“ so in Christ we, though many, form one body, and each member belongs to all the others.” - Romans 12:5
I am sure at some point in your life you have heard something along the lines of “You are your own person” or “You are an individual”. This is true. We are all separate human beings. As Christians, we are not just individuals. We are the body of Christ. We are one. Sometimes we don’t think about, or we forget, what this means for us. It means that when one of our brothers or sisters is suffering we should be there suffering with them. By suffering with someone, I mean just what Paul says in Galatians 6:2 which is “Bear one another’s burdens”. But even that does not fully help us understand what it means to suffer with others, or explain why we are one. Think about how twins connect to each other. When something is wrong with one the other can sense it. The other twin can sense when something is wrong because they feel it too. They share the other twin’s pain and hurt. That is how we should be when someone else is suffering. And not just fellow Christians, but everyone.
To think of the body of Christ as “ a loosely bound association of functional Lone Rangers” (Joseph Scheumann) is saying that we are not all one body. If one person is suffering and you say to yourself “They are suffering, but I’m not”, then you are excluding either yourself or that other person from the body of Christ. Instead, when you see someone suffering then you should go and suffer with them. That is what the church is suppose to do. If someone is hurt they help bandage the wounds, if someone is down they help them back up. It is not for us to say that we are separate from them therefore we should not feel the way they do. It is the complete opposite. No one person can be the body of Christ. We all make one body and we belong to and need each other. Take 1 Corinthians 12:21 for example:
“ The eye cannot say to the hand, “I don’t need you!” And the head cannot say to the feet, “I don’t need you!”
We can not say that we do not need a part of our body because we do. One Christian can not say to another Christian that they do not need them because they are separate from you. They are not separate from each other totally because they are both parts of the body of Christ. The Christians who are struggling the most and might not have such a good relationship with the Lord are like the weaker body parts Paul talks about. They are indispensable. So if everyone forms one body of Christ then no one is separate from someone else. When one part is hurt we are hurt too. Just like if you hurt your ankle then your foot hurts too. When you have pain that pain may feel centered on one part, but other parts are hurting as well. We should treat others like we are one with them. If they are the arm of the body of Christ and they are hurting then you should be that arm as well. We are told that our hearts should break for what breaks God’s heart and it breaks God’s heart when one of the members of the body of Christ is struggling and suffering without another member of the body being there to suffer with them and help to bring them out of that as well.
“so that there may be no division in the body, but that the members may have the same care for one another. And if one member suffers, all the members suffer with it; if one member is honored, all the members rejoice with it.”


Requirement> Retype the records in full, and please keep the pictures out of the copy.

*** Opening The data ***

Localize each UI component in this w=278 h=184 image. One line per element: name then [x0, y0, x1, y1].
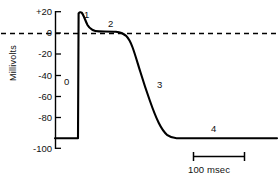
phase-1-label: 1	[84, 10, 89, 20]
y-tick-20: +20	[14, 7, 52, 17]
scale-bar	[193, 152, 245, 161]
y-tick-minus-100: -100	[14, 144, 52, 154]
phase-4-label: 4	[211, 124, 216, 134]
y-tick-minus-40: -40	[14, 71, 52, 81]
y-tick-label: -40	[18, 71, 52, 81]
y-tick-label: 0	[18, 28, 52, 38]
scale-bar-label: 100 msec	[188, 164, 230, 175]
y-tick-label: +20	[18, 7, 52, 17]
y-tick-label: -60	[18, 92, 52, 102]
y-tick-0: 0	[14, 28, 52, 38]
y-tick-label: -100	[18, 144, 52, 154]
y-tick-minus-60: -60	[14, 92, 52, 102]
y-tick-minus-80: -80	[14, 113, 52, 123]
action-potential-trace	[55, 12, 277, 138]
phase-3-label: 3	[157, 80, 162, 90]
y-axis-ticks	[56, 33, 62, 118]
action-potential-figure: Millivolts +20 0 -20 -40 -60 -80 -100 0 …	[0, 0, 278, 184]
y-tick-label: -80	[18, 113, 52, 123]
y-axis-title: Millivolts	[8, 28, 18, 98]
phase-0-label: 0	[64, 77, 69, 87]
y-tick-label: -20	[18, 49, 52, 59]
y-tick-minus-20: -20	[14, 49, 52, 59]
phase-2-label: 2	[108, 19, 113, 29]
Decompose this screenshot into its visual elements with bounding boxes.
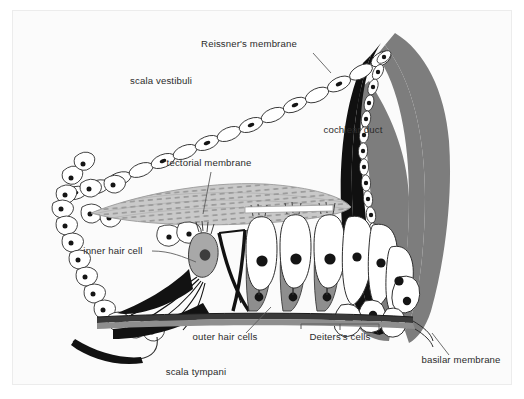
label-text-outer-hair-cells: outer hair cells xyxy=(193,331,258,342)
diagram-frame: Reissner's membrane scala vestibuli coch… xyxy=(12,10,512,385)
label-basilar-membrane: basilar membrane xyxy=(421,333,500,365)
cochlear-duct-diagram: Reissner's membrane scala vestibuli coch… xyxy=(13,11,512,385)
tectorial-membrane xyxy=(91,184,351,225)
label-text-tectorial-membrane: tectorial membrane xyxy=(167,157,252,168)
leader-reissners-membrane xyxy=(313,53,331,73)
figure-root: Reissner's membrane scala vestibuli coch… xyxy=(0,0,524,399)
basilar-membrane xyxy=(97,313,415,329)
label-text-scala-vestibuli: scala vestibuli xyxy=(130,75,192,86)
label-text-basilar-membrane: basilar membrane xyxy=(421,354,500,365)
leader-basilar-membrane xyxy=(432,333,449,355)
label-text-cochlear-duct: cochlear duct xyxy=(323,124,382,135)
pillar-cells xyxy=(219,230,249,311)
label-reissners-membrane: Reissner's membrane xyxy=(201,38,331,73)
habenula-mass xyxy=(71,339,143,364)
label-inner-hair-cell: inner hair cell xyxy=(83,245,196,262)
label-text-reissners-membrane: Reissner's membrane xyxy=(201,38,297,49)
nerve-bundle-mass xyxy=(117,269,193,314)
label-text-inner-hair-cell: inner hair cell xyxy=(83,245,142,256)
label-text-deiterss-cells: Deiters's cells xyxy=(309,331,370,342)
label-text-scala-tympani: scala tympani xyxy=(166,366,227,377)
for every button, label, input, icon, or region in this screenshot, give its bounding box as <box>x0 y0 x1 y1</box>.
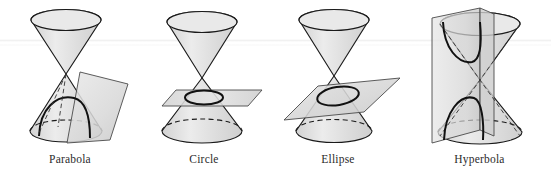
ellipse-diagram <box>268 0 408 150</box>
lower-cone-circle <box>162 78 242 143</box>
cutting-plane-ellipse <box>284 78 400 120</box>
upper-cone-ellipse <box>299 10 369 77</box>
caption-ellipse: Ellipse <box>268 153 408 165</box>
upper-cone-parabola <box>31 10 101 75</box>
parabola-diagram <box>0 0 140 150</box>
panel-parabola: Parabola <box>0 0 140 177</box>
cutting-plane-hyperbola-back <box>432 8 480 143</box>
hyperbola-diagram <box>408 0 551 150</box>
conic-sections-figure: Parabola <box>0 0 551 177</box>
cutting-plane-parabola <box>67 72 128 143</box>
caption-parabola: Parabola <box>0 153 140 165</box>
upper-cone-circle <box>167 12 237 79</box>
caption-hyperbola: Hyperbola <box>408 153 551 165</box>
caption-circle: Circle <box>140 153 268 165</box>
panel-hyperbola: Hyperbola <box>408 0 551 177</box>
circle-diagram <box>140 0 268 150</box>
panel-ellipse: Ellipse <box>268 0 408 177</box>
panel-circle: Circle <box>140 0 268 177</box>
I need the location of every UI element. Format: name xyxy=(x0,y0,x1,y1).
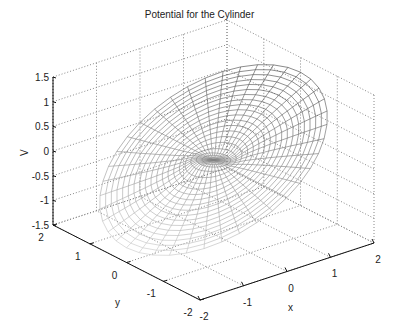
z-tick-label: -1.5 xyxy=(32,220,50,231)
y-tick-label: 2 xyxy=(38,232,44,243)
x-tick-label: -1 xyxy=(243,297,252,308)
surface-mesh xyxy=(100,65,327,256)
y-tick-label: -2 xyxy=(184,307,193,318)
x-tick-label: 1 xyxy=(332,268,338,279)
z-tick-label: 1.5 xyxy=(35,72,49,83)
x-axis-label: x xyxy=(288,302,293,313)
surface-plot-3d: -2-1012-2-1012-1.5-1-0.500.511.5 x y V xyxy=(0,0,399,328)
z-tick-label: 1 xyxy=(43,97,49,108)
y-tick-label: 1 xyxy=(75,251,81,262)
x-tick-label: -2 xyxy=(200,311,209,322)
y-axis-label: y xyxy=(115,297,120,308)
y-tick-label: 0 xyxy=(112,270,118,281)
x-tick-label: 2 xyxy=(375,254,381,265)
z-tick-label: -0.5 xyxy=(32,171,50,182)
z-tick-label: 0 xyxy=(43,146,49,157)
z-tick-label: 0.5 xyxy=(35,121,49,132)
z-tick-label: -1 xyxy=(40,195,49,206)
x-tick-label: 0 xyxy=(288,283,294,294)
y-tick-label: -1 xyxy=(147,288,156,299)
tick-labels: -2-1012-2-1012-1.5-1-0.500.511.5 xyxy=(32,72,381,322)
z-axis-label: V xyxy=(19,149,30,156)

*** Closing The data ***

Reply>
Localize each UI component in this w=278 h=184 image. One line per element: name then [x0, y0, x1, y1].
phase-1-label: 1	[84, 10, 89, 20]
y-tick-20: +20	[14, 7, 52, 17]
scale-bar	[193, 152, 245, 161]
y-tick-minus-100: -100	[14, 144, 52, 154]
phase-4-label: 4	[211, 124, 216, 134]
y-tick-minus-40: -40	[14, 71, 52, 81]
y-tick-label: -40	[18, 71, 52, 81]
y-tick-label: 0	[18, 28, 52, 38]
scale-bar-label: 100 msec	[188, 164, 230, 175]
y-tick-label: +20	[18, 7, 52, 17]
y-tick-label: -60	[18, 92, 52, 102]
y-tick-0: 0	[14, 28, 52, 38]
y-tick-label: -100	[18, 144, 52, 154]
y-tick-minus-60: -60	[14, 92, 52, 102]
y-tick-minus-80: -80	[14, 113, 52, 123]
action-potential-trace	[55, 12, 277, 138]
phase-3-label: 3	[157, 80, 162, 90]
y-axis-ticks	[56, 33, 62, 118]
action-potential-figure: Millivolts +20 0 -20 -40 -60 -80 -100 0 …	[0, 0, 278, 184]
y-tick-label: -80	[18, 113, 52, 123]
y-axis-title: Millivolts	[8, 28, 18, 98]
phase-0-label: 0	[64, 77, 69, 87]
y-tick-label: -20	[18, 49, 52, 59]
y-tick-minus-20: -20	[14, 49, 52, 59]
phase-2-label: 2	[108, 19, 113, 29]
Decompose this screenshot into its visual elements with bounding boxes.
label-text-outer-hair-cells: outer hair cells xyxy=(193,331,258,342)
diagram-frame: Reissner's membrane scala vestibuli coch… xyxy=(12,10,512,385)
label-basilar-membrane: basilar membrane xyxy=(421,333,500,365)
cochlear-duct-diagram: Reissner's membrane scala vestibuli coch… xyxy=(13,11,512,385)
tectorial-membrane xyxy=(91,184,351,225)
label-text-tectorial-membrane: tectorial membrane xyxy=(167,157,252,168)
leader-reissners-membrane xyxy=(313,53,331,73)
figure-root: Reissner's membrane scala vestibuli coch… xyxy=(0,0,524,399)
basilar-membrane xyxy=(97,313,415,329)
label-text-scala-vestibuli: scala vestibuli xyxy=(130,75,192,86)
label-text-basilar-membrane: basilar membrane xyxy=(421,354,500,365)
leader-basilar-membrane xyxy=(432,333,449,355)
label-text-cochlear-duct: cochlear duct xyxy=(323,124,382,135)
pillar-cells xyxy=(219,230,249,311)
label-reissners-membrane: Reissner's membrane xyxy=(201,38,331,73)
habenula-mass xyxy=(71,339,143,364)
label-inner-hair-cell: inner hair cell xyxy=(83,245,196,262)
label-text-reissners-membrane: Reissner's membrane xyxy=(201,38,297,49)
nerve-bundle-mass xyxy=(117,269,193,314)
label-text-inner-hair-cell: inner hair cell xyxy=(83,245,142,256)
label-text-deiterss-cells: Deiters's cells xyxy=(309,331,370,342)
label-text-scala-tympani: scala tympani xyxy=(166,366,227,377)
for every button, label, input, icon, or region in this screenshot, give its bounding box as <box>x0 y0 x1 y1</box>.
ellipse-diagram <box>268 0 408 150</box>
lower-cone-circle <box>162 78 242 143</box>
cutting-plane-ellipse <box>284 78 400 120</box>
upper-cone-ellipse <box>299 10 369 77</box>
caption-ellipse: Ellipse <box>268 153 408 165</box>
upper-cone-parabola <box>31 10 101 75</box>
parabola-diagram <box>0 0 140 150</box>
panel-parabola: Parabola <box>0 0 140 177</box>
cutting-plane-hyperbola-back <box>432 8 480 143</box>
hyperbola-diagram <box>408 0 551 150</box>
conic-sections-figure: Parabola <box>0 0 551 177</box>
cutting-plane-parabola <box>67 72 128 143</box>
caption-parabola: Parabola <box>0 153 140 165</box>
upper-cone-circle <box>167 12 237 79</box>
caption-hyperbola: Hyperbola <box>408 153 551 165</box>
caption-circle: Circle <box>140 153 268 165</box>
panel-hyperbola: Hyperbola <box>408 0 551 177</box>
circle-diagram <box>140 0 268 150</box>
panel-ellipse: Ellipse <box>268 0 408 177</box>
panel-circle: Circle <box>140 0 268 177</box>
I need the location of every UI element. Format: name xyxy=(x0,y0,x1,y1).
z-tick-label: -1.5 xyxy=(32,220,50,231)
y-tick-label: 2 xyxy=(38,232,44,243)
x-tick-label: -1 xyxy=(243,297,252,308)
surface-mesh xyxy=(100,65,327,256)
y-tick-label: -2 xyxy=(184,307,193,318)
x-tick-label: 1 xyxy=(332,268,338,279)
z-tick-label: 1.5 xyxy=(35,72,49,83)
x-axis-label: x xyxy=(288,302,293,313)
surface-plot-3d: -2-1012-2-1012-1.5-1-0.500.511.5 x y V xyxy=(0,0,399,328)
z-tick-label: 1 xyxy=(43,97,49,108)
y-tick-label: 1 xyxy=(75,251,81,262)
x-tick-label: -2 xyxy=(200,311,209,322)
y-axis-label: y xyxy=(115,297,120,308)
y-tick-label: 0 xyxy=(112,270,118,281)
x-tick-label: 2 xyxy=(375,254,381,265)
z-tick-label: -0.5 xyxy=(32,171,50,182)
z-tick-label: 0 xyxy=(43,146,49,157)
z-tick-label: 0.5 xyxy=(35,121,49,132)
z-tick-label: -1 xyxy=(40,195,49,206)
x-tick-label: 0 xyxy=(288,283,294,294)
y-tick-label: -1 xyxy=(147,288,156,299)
tick-labels: -2-1012-2-1012-1.5-1-0.500.511.5 xyxy=(32,72,381,322)
z-axis-label: V xyxy=(19,149,30,156)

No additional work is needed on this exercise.